Sorry for the negative post but this disorder is genuinely terrible. I was diagnosed a few months ago and from the report I received it seems like I have an extremely bad case of it.
I lost 8 percent of my final grade in an operating system class because I submitted the wrong file.
Fine, I have syncthing setup between my desktop and laptop so I'll just check if the assignment is on my shared folder in my desktop. It's not.
Ok, I'll turn on my laptop and grab the file itself. Oh, I have a boot error and now I need to open up the recovery environment to see if the hard drive is even being recognized.
It's not. Now I have to open up the laptop and reconnect it.
At this point it's been 30 minutes of me scrambling to get my laptop up and working again and I found the damn assignment there. I emailed my professor and I'm praying that he reevaluates the assignment because the earlier submission had nothing on it. It was just the default assignment.
None of this shit would have happened had I taken just one second to check over what I submitted a month earlier.
I hate reading articles pertaining to ADHD as if it's some quirky condition that just takes a little bit of time and medication to work through. Its not. I have to constantly remind myself that I'm even conscious in order to function at all, and now I have to sustain extra mental effort to do a relatively hard task.
The only thing that keeps me going is my boss saying "nice work" when I diagnose an issue successfully. It feels infantilizing, as if he knows there's something going on with me that's making it hard to cope with the demands of life but "atleast he's trying his best, atleast he shows up to work, this customer said he had a friendly attitude".

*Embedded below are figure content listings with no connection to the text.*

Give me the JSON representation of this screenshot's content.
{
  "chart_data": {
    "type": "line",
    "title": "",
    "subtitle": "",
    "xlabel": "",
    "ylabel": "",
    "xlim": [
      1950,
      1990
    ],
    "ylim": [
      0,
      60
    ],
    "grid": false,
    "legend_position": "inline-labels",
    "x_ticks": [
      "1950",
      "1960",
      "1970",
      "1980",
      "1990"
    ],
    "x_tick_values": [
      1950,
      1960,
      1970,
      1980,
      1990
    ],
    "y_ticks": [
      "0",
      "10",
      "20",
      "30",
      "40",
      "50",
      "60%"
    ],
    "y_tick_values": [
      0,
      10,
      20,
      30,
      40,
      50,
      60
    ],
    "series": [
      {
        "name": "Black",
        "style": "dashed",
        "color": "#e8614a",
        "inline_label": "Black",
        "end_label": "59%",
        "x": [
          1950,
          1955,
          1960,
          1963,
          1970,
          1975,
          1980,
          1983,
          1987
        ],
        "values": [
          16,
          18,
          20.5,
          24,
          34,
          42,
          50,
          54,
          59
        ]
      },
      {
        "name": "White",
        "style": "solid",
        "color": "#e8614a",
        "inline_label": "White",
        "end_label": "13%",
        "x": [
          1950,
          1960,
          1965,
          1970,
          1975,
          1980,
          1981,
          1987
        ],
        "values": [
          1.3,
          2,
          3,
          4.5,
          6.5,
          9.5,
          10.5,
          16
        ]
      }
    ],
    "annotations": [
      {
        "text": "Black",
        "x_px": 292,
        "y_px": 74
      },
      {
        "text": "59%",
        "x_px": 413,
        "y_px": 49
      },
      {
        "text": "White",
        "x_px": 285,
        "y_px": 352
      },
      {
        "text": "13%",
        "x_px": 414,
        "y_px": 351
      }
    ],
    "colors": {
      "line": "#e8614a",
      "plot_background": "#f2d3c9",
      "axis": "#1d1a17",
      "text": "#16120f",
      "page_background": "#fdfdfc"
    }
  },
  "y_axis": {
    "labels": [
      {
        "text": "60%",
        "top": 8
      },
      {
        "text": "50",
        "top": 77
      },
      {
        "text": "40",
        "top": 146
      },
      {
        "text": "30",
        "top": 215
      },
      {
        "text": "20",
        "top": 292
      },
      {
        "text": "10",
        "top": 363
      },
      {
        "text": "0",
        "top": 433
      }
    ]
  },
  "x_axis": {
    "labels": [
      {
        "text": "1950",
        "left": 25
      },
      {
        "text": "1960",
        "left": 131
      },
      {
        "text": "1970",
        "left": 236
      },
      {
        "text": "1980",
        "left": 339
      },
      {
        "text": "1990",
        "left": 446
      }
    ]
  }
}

There are only a few symptoms of ADHD that Id consider useful:
Novelty seeking. If you are able to explore and experiment i.e you are financially secure and/or well connected, this can make someone a great scientist/artist etc. But as other people noted, a lot of this is the result of having the freedom to do more things. If you cant explore or experiment, it'll just make you feel trapped.
Greater capacity for creativity. Creativity comes from allowing your mind to wander and jump from one thing to another and thats basically pure ADHD.
That said, ADHD is classified as a disorder for a reason. It can theoretically have positive traits but no one jumps through the hoops to get diagnosed, goes through therapy and takes medication to treat it because things are going better for them because of it. ADHD can be, and often is, debilitating. It can cripple your social life and cause you to either jump from job to job because you are bored to the point of physical suffering or be fired if it isnt controlled. And because emotional dysregulation is common, you are probably going to be emotionally exhausted or even outright traumatized. And of course, school is going to be harder for you than everyone else at some point.
The one thing that is super handy for me about ADHD is that I tend to fall into fits of hyper focus, and I like learning, so contrary to what many people have said, ADHD makes me potentially a better student.
I don't have another me without ADHD to cross compare it with but the fact that I can easily sit down and read a 400 page textbook from cover to cover in a couple of hours and retain the majority of what I've read has been incredibly helpful.
I've always thought I don't have ADHD because I love learning new things and didn't have problems in school. I was lucky enough to like most subjects. For the few I didn't like, such as geography and economics, I got OK grades if I just briefly skimmed the textbook before the exam. More recently, the fact that sticking with a topic is hard, that I simply could not concentrate at all on a live video instruction that I was supposed to do with my colleagues (it just went too slowly) and that I keep "overtalking" even when I know people are not interested, started to add up. Also household chores. Really realy difficult, much worse than actually difficult problems such as physics or debugging.